The hollow ache she's been carrying in her chest for weeks has finally eased.  Lorelai feels like she just watched The Ring all by herself in the dark -- all tense and jittery as the adrenaline starts to fade.  She's exhausted, and she can tell from the smudges beneath his eyes that he's not much better.  "Luke?"

"Yeah?"

"I know there's all this stuff we haven't talked about, and that we should talk about, but--"  She slumps against him, burying her face against his neck, smiling as the stubble scratches her nose.  "Can we please go to bed and finish this talking stuff tomorrow?"

He chuckles, his hands clasped together and settling against the small of her back.  "Definitely," he answers, and she can hear the relief in his voice.

"I haven't slept well either," she confesses softly, "without you."

His arms tighten around her, then he releases her and reaches for her hand.  "Then let's get some rest."

She leads him up the stairs for the second time.  On the top stair, she pauses and turns, giving him a tired smile.  "Tell me a bedtime story?"

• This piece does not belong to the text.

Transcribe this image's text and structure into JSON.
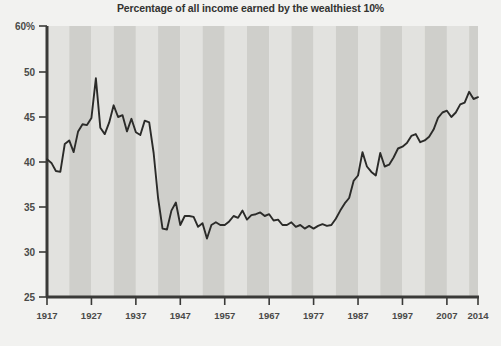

Luke gives her a heartfelt groan, "Lorelai."

"I'll help you," she offers, tugging him up the last few stairs.  "They start 'Once upon a time...'  Okay, now you go."

"Lorelai," he mutters, following her into the bedroom and dropping onto the mattress.  "I'm not telling you a bedtime story."

"And then," she continues, ignoring his protests as she lifts the sheets and slides into bed, "there has to be a princess.  Probably you should name her Lorelai."

"You're impossible," he tells her, settling in beside her, turning on his side and tossing his arm across her abdomen.

"It's part of my charm," she answers breezily.  "And there's always a prince.  We could call him--"

"We are not calling him Luke."

"Spoilsport."

"Good night," he says, leaning in to kiss her softly.

"'Night," she answers, grinning up at the ceiling.